The atoms arranged in lines and sheets reached about 1.2 nanokelvin, more than 2 billion times colder than interstellar space. For the atoms in three-dimensional arrangements, the situation is so complex that the researchers are still figuring out the best way to measure the temperature.
The atoms in the experiment belong to a larger group called fermions and were “the coldest fermions in the universe”, says Hazzard. “Thinking about experimenting on this 10 years ago, it looked like a theorist’s dream,” he says.
Physicists have long been interested in how atoms interact in exotic magnets like this because they suspect that similar interactions happen in high-temperature superconductors – materials that perfectly conduct electricity. By better understanding what happens, they could build better superconductors.
There have been theoretical calculations about such magnets but they have failed to predict exact colour state patterns or how magnetic exactly they can be, says co-author Eduardo Ibarra-García-Padilla.

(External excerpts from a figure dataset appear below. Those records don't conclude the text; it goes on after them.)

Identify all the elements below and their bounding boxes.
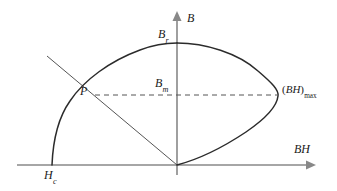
bh-axis-arrowhead — [306, 161, 316, 170]
coercivity-label: Hc — [44, 169, 56, 185]
demagnetization-curve — [52, 43, 177, 165]
b-axis-label: B — [187, 12, 194, 24]
operating-point-label: P — [80, 85, 87, 97]
bh-axis-group — [17, 161, 316, 170]
bm-label: Bm — [155, 77, 168, 93]
bh-axis-label: BH — [294, 143, 310, 155]
b-axis-group — [173, 11, 182, 175]
energy-product-curve — [177, 43, 278, 165]
remanence-label: Br — [158, 28, 169, 44]
hysteresis-energy-product-figure: B Br Bm (BH)max P Hc BH — [0, 0, 337, 191]
b-axis-arrowhead — [173, 11, 182, 21]
bh-max-label: (BH)max — [282, 84, 317, 98]
load-line — [47, 56, 177, 165]
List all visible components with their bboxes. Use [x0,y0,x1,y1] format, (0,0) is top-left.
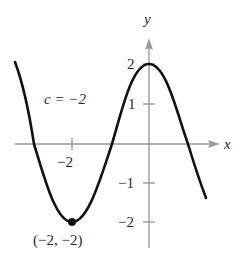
x-tick-label-neg2: −2 [57,154,73,170]
chart-canvas: y x 2 1 −1 −2 −2 c = −2 (−2, −2) [0,0,240,266]
y-tick-label-1: 1 [128,96,136,112]
x-axis-label: x [223,136,231,152]
highlighted-point-marker [68,218,76,226]
y-axis-label: y [142,11,151,27]
curve-series [15,62,206,222]
y-tick-label-neg1: −1 [118,175,134,191]
y-tick-label-neg2: −2 [118,214,134,230]
highlighted-point-label: (−2, −2) [33,232,82,249]
y-tick-label-2: 2 [127,56,135,72]
annotation-c-value: c = −2 [44,91,86,107]
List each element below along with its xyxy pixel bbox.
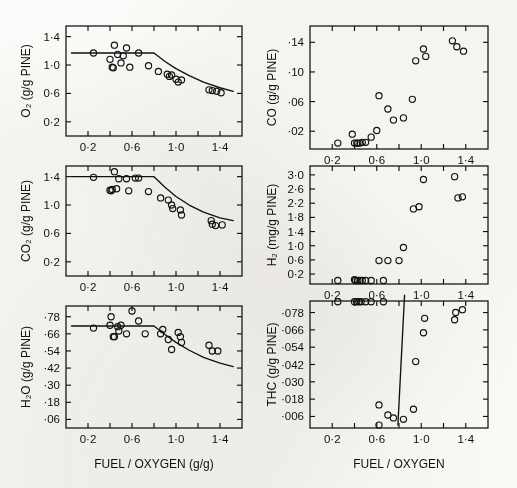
x-tick-label: 1·4	[212, 433, 229, 445]
figure-root: 0·20·61·01·40·20·61·01·4O₂ (g/g PINE)0·2…	[0, 0, 517, 488]
figure-background	[0, 0, 517, 488]
y-axis-title: O₂ (g/g PINE)	[19, 44, 33, 117]
y-tick-label: ·018	[281, 393, 304, 405]
y-tick-label: 1·4	[287, 226, 304, 238]
y-tick-label: 3·0	[287, 169, 304, 181]
y-tick-label: ·02	[287, 125, 304, 137]
x-tick-label: 0·2	[324, 154, 341, 166]
y-tick-label: ·066	[281, 324, 304, 336]
y-tick-label: ·078	[281, 307, 304, 319]
x-tick-label: 1·0	[168, 281, 185, 293]
y-axis-title: H₂O (g/g PINE)	[19, 326, 33, 408]
y-tick-label: 1·8	[287, 211, 304, 223]
y-tick-label: ·006	[281, 410, 304, 422]
y-tick-label: 1·0	[43, 59, 60, 71]
x-tick-label: 0·6	[124, 433, 141, 445]
x-tick-label: 1·0	[413, 289, 430, 301]
y-tick-label: ·42	[43, 362, 60, 374]
y-tick-label: ·54	[43, 345, 60, 357]
x-tick-label: 1·0	[413, 154, 430, 166]
y-tick-label: 0·6	[43, 87, 60, 99]
y-tick-label: 0·2	[43, 116, 60, 128]
y-tick-label: 1·0	[43, 199, 60, 211]
x-tick-label: 1·4	[457, 289, 474, 301]
y-tick-label: 2·2	[287, 197, 304, 209]
x-tick-label: 1·0	[168, 141, 185, 153]
x-tick-label: 0·6	[368, 433, 385, 445]
y-axis-title: CO₂ (g/g PINE)	[19, 180, 33, 262]
y-axis-title: H₂ (mg/g PINE)	[265, 184, 279, 267]
y-tick-label: 0·2	[287, 268, 304, 280]
y-tick-label: ·042	[281, 359, 304, 371]
x-axis-title-right: FUEL / OXYGEN	[353, 457, 445, 471]
y-tick-label: ·054	[281, 341, 305, 353]
y-tick-label: ·30	[43, 379, 60, 391]
y-tick-label: ·10	[287, 66, 304, 78]
y-tick-label: 0·6	[43, 227, 60, 239]
y-tick-label: ·66	[43, 328, 60, 340]
x-tick-label: 1·4	[212, 141, 229, 153]
x-tick-label: 1·4	[212, 281, 229, 293]
y-tick-label: ·18	[43, 396, 60, 408]
y-tick-label: 1·4	[43, 31, 60, 43]
y-tick-label: ·030	[281, 376, 304, 388]
x-tick-label: 0·2	[80, 141, 97, 153]
x-tick-label: 0·6	[368, 154, 385, 166]
x-tick-label: 0·2	[80, 433, 97, 445]
y-tick-label: 1·0	[287, 240, 304, 252]
x-tick-label: 0·6	[124, 281, 141, 293]
y-tick-label: ·78	[43, 311, 60, 323]
x-tick-label: 0·6	[124, 141, 141, 153]
y-tick-label: 1·4	[43, 171, 60, 183]
y-tick-label: ·14	[287, 36, 304, 48]
x-tick-label: 0·2	[80, 281, 97, 293]
x-tick-label: 1·4	[457, 154, 474, 166]
x-tick-label: 1·0	[413, 433, 430, 445]
y-axis-title: CO (g/g PINE)	[265, 49, 279, 126]
y-axis-title: THC (g/g PINE)	[265, 322, 279, 406]
x-tick-label: 1·4	[457, 433, 474, 445]
y-tick-label: 2·6	[287, 183, 304, 195]
y-tick-label: 0·6	[287, 254, 304, 266]
y-tick-label: ·06	[43, 413, 60, 425]
x-tick-label: 1·0	[168, 433, 185, 445]
x-tick-label: 0·2	[324, 433, 341, 445]
y-tick-label: ·06	[287, 96, 304, 108]
x-axis-title-left: FUEL / OXYGEN (g/g)	[94, 457, 214, 471]
y-tick-label: 0·2	[43, 256, 60, 268]
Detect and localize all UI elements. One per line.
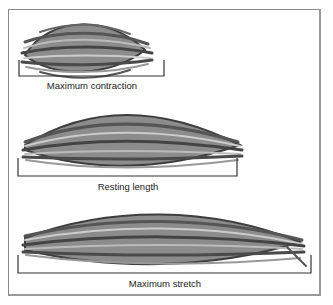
label-resting-length: Resting length: [18, 181, 238, 192]
label-max-contraction: Maximum contraction: [19, 80, 165, 91]
panel-max-contraction: Maximum contraction: [0, 0, 333, 100]
panel-resting-length: Resting length: [0, 100, 333, 200]
panel-max-stretch: Maximum stretch: [0, 200, 333, 300]
label-max-stretch: Maximum stretch: [18, 278, 312, 289]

He says that he and his colleagues carried out some of the best calculations yet while they were analysing the experiment, but could still only predict the colours of eight atoms at a time in the line and sheet configurations out of the thousands of atoms in the experiment.
Victor Gurarie at the University of Colorado Boulder says that the experiment was just cold enough for atoms to start “paying attention” to the quantum colour states of their neighbours, a property that does not influence how they interact when warm. Because computations are so difficult, similar future experiments may be the only method for studying these quantum magnets, he says.